The circumstances of the fire undermined confidence in the king's capacity to rule; Parisians considered it proof of courtly decadence and threatened to rebel against the more powerful members of the nobility.
Scholars believe the dance performed at the ball had elements of traditional charivari,[3] with the dancers disguised as wild men, mythical beings often associated with demonology, that were commonly represented in medieval Europe and documented in revels of Tudor England.
[note 2][4] Within two years, one of his uncles, Philip of Burgundy, described by historian Robert Knecht as "one of the most powerful princes in Europe",[5] became sole regent to the young king after Louis of Anjou pillaged the royal treasury and departed to campaign in Italy.
Convinced that the attempt on Clisson's life was also an act of violence against himself and the monarchy, Charles quickly planned a retaliatory invasion of Brittany with the approval of the Marmousets, and within months departed Paris with a force of knights.
[6][7] On a hot August day outside Le Mans, accompanying his forces on the way to Brittany, Charles drew his weapons without warning and charged his own household knights including his brother Louis I, Duke of Orléans—with whom he had a close relationship—crying, "Forward against the traitors!
"[11] During the worst of his illness the king was unable to recognize his wife, Isabeau of Bavaria, demanding her removal when she entered his chamber, but after his recovery he made arrangements for her to hold guardianship of their children.
[12] In A Distant Mirror: The Calamitous 14th Century, the historian Barbara Tuchman writes that the physician Harsigny, refusing "all pleas and offers of riches to remain,"[13] left Paris and ordered the courtiers to shield Charles VI from the duties of government and leadership.
Isabeau and her sister-in-law Valentina Visconti, Duchess of Orléans, wore jewel-laden dresses and elaborate braided hairstyles coiled into tall shells and covered with wide double hennins that reportedly required doorways to be widened to accommodate them.
[2][note 3] Tuchman explains that a widow's remarriage was traditionally an occasion for mockery and tomfoolery, often celebrated with a charivari characterized by "all sorts of licence, disguises, disorders, and loud blaring of discordant music and clanging of cymbals".
[3] On the suggestion of Huguet de Guisay, whom Tuchman describes as well known for his "outrageous schemes" and cruelty, six young men, including Charles, performed a dance in costume as wood savages.
[1] The event was chronicled in uncharacteristic vividness by the Monk of St Denis, who wrote that "four men were burned alive, their flaming genitals dropping to the floor ... releasing a stream of blood".
The instigator of the affair, Huguet de Guisay, survived a day longer, described by Tuchman as bitterly "cursing and insulting his fellow dancers, the dead and the living, until his last hour.
"[21] Orléans' reputation was severely damaged by the event, compounded by an episode a few years earlier in which he was accused of sorcery after hiring an apostate monk to imbue a ring, dagger and sword with demonic magic.
The theologian Jean Petit later testified that Orléans practiced sorcery, and that the fire at the dance represented a failed attempt at regicide made in retaliation for Charles' attack the previous summer.
[23] In 1407, Philip of Burgundy's son, John the Fearless, had his cousin Orléans assassinated because of "vice, corruption, sorcery, and a long list of public and private villainies"; at the same time Isabeau was accused of having been the mistress of her husband's brother.
The vacuum created by the lack of central power and the general irresponsibility of the French court resulted in it gaining a reputation for lax morals and decadence that endured for more than 200 years.
[25] Veenstra writes in Magic and Divination at the Courts of Burgundy and France that the Bal des Ardents reveals the tension between Christian beliefs and the latent paganism that existed in 14th-century society.
[26] Common superstition held that long-haired wild men, known as lutins, who danced to firelight either to conjure demons or as part of fertility rituals, lived in mountainous areas such as the Pyrenees.
In some village charivaris at harvest or planting time dancers dressed as wild men, to represent demons, were ceremonially captured and then an effigy of them was symbolically burnt to appease evil spirits.
[27] The death of four members of the French nobility was sufficiently important to ensure that the event was recorded in contemporary chronicles, most notably by Froissart and the Monk of St Denis, and subsequently illustrated in copies of illuminated manuscripts.
[30][36] The monk's chronicle is generally accepted as essential for understanding the king's court, however his neutrality may have been affected by his pro-Burgundian and anti-Orléanist stance, causing him to depict the royal couple in a negative manner.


- _WORK INSTRUCTIONS_
Among the entries below, how many lines hold the word "label"? Reply with the number only.

(Entries from a visual dataset)
━━━━━━━━━━━━━━━━━━━━━━━━━━━━━━

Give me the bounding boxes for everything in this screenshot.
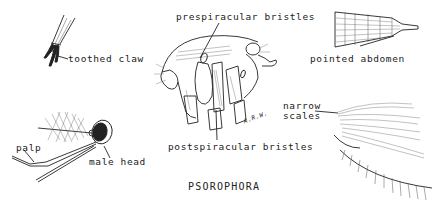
label-palp: palp [16, 143, 41, 153]
thorax-illustration [154, 23, 277, 140]
label-toothed-claw: toothed claw [68, 54, 144, 64]
label-pointed-abdomen: pointed abdomen [310, 54, 405, 64]
pointed-abdomen-illustration [335, 12, 418, 47]
label-postspiracular-bristles: postspiracular bristles [168, 142, 313, 152]
figure-title: PSOROPHORA [188, 182, 260, 192]
label-male-head: male head [89, 157, 146, 167]
wing-scales-illustration [315, 103, 432, 200]
illustrations [0, 0, 435, 205]
psorophora-diagram: toothed claw prespiracular bristles post… [0, 0, 435, 205]
label-prespiracular-bristles: prespiracular bristles [176, 12, 315, 22]
label-scales: scales [283, 111, 321, 121]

━━━━━━━━━━━━━━━━━━━━━━━━━━━━━━

- _SOLUTION TO THE EXERCISE_
7